This project was born from a consideration about the concept of memory, common sense and observing how some of the factors in the process of archiving may affect the contruction of the individual and the collective memory. In front of a still or moving image which represents a hypothesis of memory similar to our own, the dynamics of ownership are usually triggered by attempts of identification of the place, of the historical moment, or the attribution of identity. It is almost a necessity of understanding before the revelation and awareness are then granted by reference data. The dynamics of archiving within the individual, as a function of the cognitive process, can translate and include events sometimes unknown and never lived. “Il tempo di Eva”, is a video which has been projected in a site-specific context during a solo show in Catania, a place strongly characterized by the presence of a volcano. Based on the concept of “appropriation” this video was made in postproduction by manipulating the sequences shot in 1940 by Eva Braun on a volcanic landscape during a trip to Italy.
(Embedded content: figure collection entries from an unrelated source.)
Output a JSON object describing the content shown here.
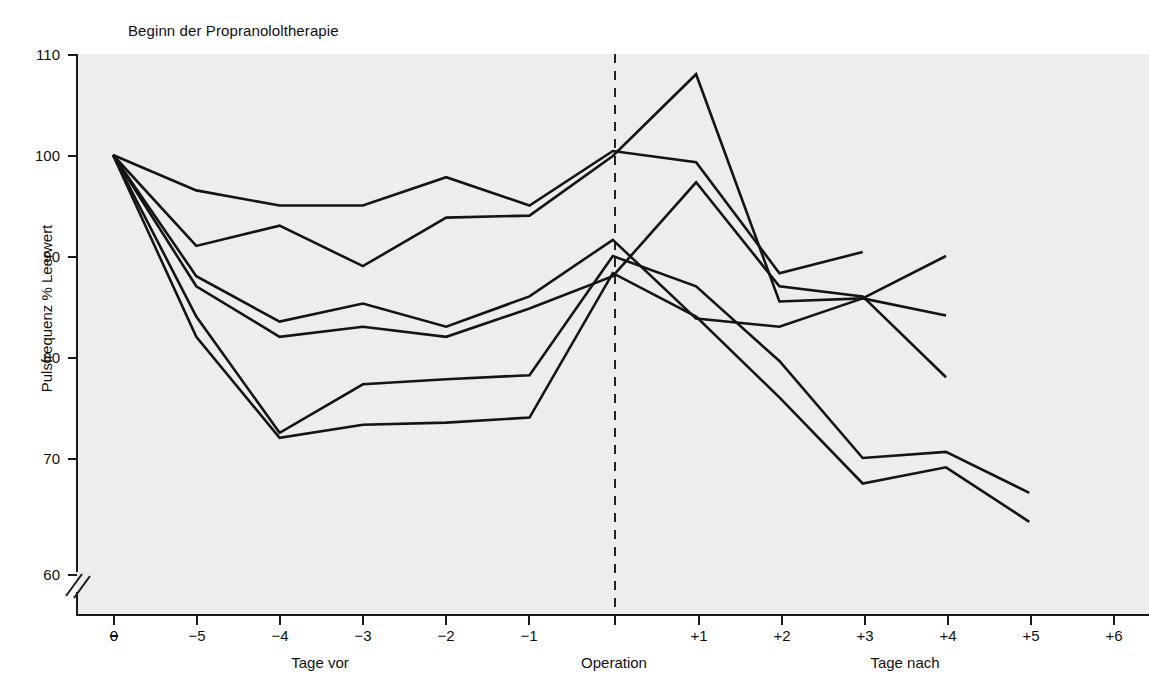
{
  "chart_data": {
    "type": "line",
    "title": "Beginn der Propranololtherapie",
    "xlabel": "",
    "ylabel": "Pulsfrequenz % Leerwert",
    "ylim": [
      60,
      110
    ],
    "yticks": [
      60,
      70,
      80,
      90,
      100,
      110
    ],
    "y_axis_break_below": 60,
    "grid": false,
    "legend": "none",
    "x": [
      "0",
      "−5",
      "−4",
      "−3",
      "−2",
      "−1",
      "Operation",
      "+1",
      "+2",
      "+3",
      "+4",
      "+5",
      "+6"
    ],
    "xticklabels": [
      "0",
      "−5",
      "−4",
      "−3",
      "−2",
      "−1",
      "",
      "+1",
      "+2",
      "+3",
      "+4",
      "+5",
      "+6"
    ],
    "x_tick_zero_struck": true,
    "x_group_labels": [
      {
        "text": "Tage vor",
        "at": "−4"
      },
      {
        "text": "Operation",
        "at": "Operation"
      },
      {
        "text": "Tage nach",
        "at": "+3"
      }
    ],
    "annotations": [
      {
        "text": "Beginn der Propranololtherapie",
        "kind": "title-annotation"
      },
      {
        "text": "Operation",
        "kind": "vertical-dashed-marker",
        "at": "Operation"
      }
    ],
    "series": [
      {
        "name": "Patient 1",
        "x": [
          "0",
          "−5",
          "−4",
          "−3",
          "−2",
          "−1",
          "Operation",
          "+1",
          "+2",
          "+3"
        ],
        "values": [
          100,
          96.5,
          95,
          95,
          97.8,
          95,
          100.4,
          99.3,
          88.3,
          90.4
        ]
      },
      {
        "name": "Patient 2",
        "x": [
          "0",
          "−5",
          "−4",
          "−3",
          "−2",
          "−1",
          "Operation",
          "+1",
          "+2",
          "+3",
          "+4"
        ],
        "values": [
          100,
          91,
          93,
          89,
          93.8,
          94,
          99.9,
          108,
          85.5,
          85.8,
          84.1
        ]
      },
      {
        "name": "Patient 3",
        "x": [
          "0",
          "−5",
          "−4",
          "−3",
          "−2",
          "−1",
          "Operation",
          "+1",
          "+2",
          "+3",
          "+4"
        ],
        "values": [
          100,
          88,
          83.5,
          85.3,
          83,
          86,
          91.6,
          83.8,
          83,
          85.8,
          90
        ]
      },
      {
        "name": "Patient 4",
        "x": [
          "0",
          "−5",
          "−4",
          "−3",
          "−2",
          "−1",
          "Operation",
          "+1",
          "+2",
          "+3",
          "+4"
        ],
        "values": [
          100,
          87,
          82,
          83,
          82,
          84.8,
          88,
          97.3,
          87,
          86,
          78
        ]
      },
      {
        "name": "Patient 5",
        "x": [
          "0",
          "−5",
          "−4",
          "−3",
          "−2",
          "−1",
          "Operation",
          "+1",
          "+2",
          "+3",
          "+4",
          "+5"
        ],
        "values": [
          100,
          84,
          72.5,
          77.3,
          77.8,
          78.2,
          90,
          87,
          79.6,
          70,
          70.6,
          67
        ]
      },
      {
        "name": "Patient 6",
        "x": [
          "0",
          "−5",
          "−4",
          "−3",
          "−2",
          "−1",
          "Operation",
          "+1",
          "+2",
          "+3",
          "+4",
          "+5"
        ],
        "values": [
          100,
          82,
          72,
          73.3,
          73.5,
          74,
          88.3,
          84,
          76,
          67.8,
          69.2,
          64.5
        ]
      }
    ]
  },
  "axis": {
    "y_title": "Pulsfrequenz % Leerwert",
    "tick_labels_y": [
      "110",
      "100",
      "90",
      "80",
      "70",
      "60"
    ],
    "tick_labels_x": [
      "0",
      "−5",
      "−4",
      "−3",
      "−2",
      "−1",
      "",
      "+1",
      "+2",
      "+3",
      "+4",
      "+5",
      "+6"
    ],
    "group_labels": [
      "Tage vor",
      "Operation",
      "Tage nach"
    ]
  },
  "title": {
    "text": "Beginn der Propranololtherapie"
  },
  "colors": {
    "line": "#141414",
    "plot_background": "#ededed",
    "axis": "#1a1a1a",
    "page_background": "#ffffff"
  }
}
The original film, shot with a video 8 camera, (a gift from her lover Adolf Hitler,) was archived and filed by a US government source after WW2, as a film related to Mount Vesuvius. Officially the eruptions of Vesuvius in the last century date back to 1906 and 1944.



Three texts written on carbon paper, explain the meaning of three words: silence, complicity and memory. These words are legible on the reverse side of the papers by using a mirror. A diagram drawing on the wall outlines the representation of different elements contained inside a closed line. The diagram shows the graphic dynamic of the syllogism whose summary is “silence is not complicit in memory.”